I have set the target platform, installed JRE 32bit, added all the required plugins, the program compiles and runs fine on a 32 bit JRE.
The product also seem to export successfully, however, when I tried running the .Exe, it throws an error "The Product executable launcher was unable to locate its companion shared library."
I have checked that the org.eclipse.equinox.launcher_1.2.0.v20110502.jar and org.eclipse.equinox.launcher.win32.win32.x86_1.1.100.v20110502 both exists in the plugins folder. I have compared the plugins for the .product file with the runtime configuration plugins, everything seems fine, but I just could not start the .exe.
Please help..
According to this, unpacking the org.eclipse.equinox.launcher.win32.win32.x86_XXXXXXXX jar with the same name in the same directory (i.e. plugins/) fix the issue for me
I had the same problem with 64-bit Eclipse Mars SR1. The issue was that the exported product had a 64-bit launcher EXE instead of 32-bit.
The solutions are
Use the suggestion by #RKM and copy the launcher created by 32-bit Eclipse into your application.
Use 32-bit Eclipse directly for development and exporting product.
I'm trying to install the Force.com IDE plugin. I found it, it started downloading, but once the plugin goes to install I get the following error at about 45% completion:
Installing software has encountered a problem. An error occurred while collecting items to be installed
When I click details about this error, I get the following. Anyone know how to fix this and get the plugin installed? Thanks in advance
An error occurred while collecting items to be installed
session context was:(profile=SDKProfile, phase=org.eclipse.equinox.internal.p2.engine.phases.Collect, operand=, action=).
Problems downloading artifact: osgi.bundle,com.salesforce.ide.api,23.0.2.201201091635.
MD5 hash is not as expected. Expected: 97a6329f82c422a61e9b1bc28be7cace and found ef8b1c2b63c7d04acaa6bf41f4b8570c.
My solution: download plugin jar files manually and put them into eclipse installation directory. The problem was in corrupted (partial) download of jars by eclipse.
Download all jars of particular needed version from http://www.adnsandbox.com/tools/ide/install/features/ and http://www.adnsandbox.com/tools/ide/install/plugins/
Make sure to use some download manager to ensure files integrity!
Then put them to /features/ and /plugins/ folders of your eclipse installation directory accordingly.
Run plugin installation as described by salesforce (Jars will not be downloaded again) - Success!
Make sure you're running Eclipse as an Administrator (right click, select "Run as Administrator") when installing plugins.

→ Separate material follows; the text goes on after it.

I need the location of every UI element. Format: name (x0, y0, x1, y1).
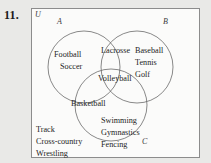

If that doesn't help, move your Eclipse folder to the C:\ on Windows because there are issues with the Program Files folder permissions. Then run it as an Administrator and try to install the plugin again.
I just got it working;
Install Eclipse 3.6.1 (Helios SR1)
The IDE FAQ recommends Eclipse 3.5 and 3.6, but the install instructions link you to 3.6 SR1 .
Ensure you only have the latest JRE
I am running Java 6 Update 26 as of this post.
Make sure you don't have any legacy JREs installed
I had to uninstall a 1.4 Java environment before the IDE install would work.
Then follow what Matthew Keefe said;
Run Eclipse As Administrator
Move the Eclipse program directory outside of the Program Files directory.
Edit: Eclipse 3.7 installs the IDE successfully once the Java version is correct.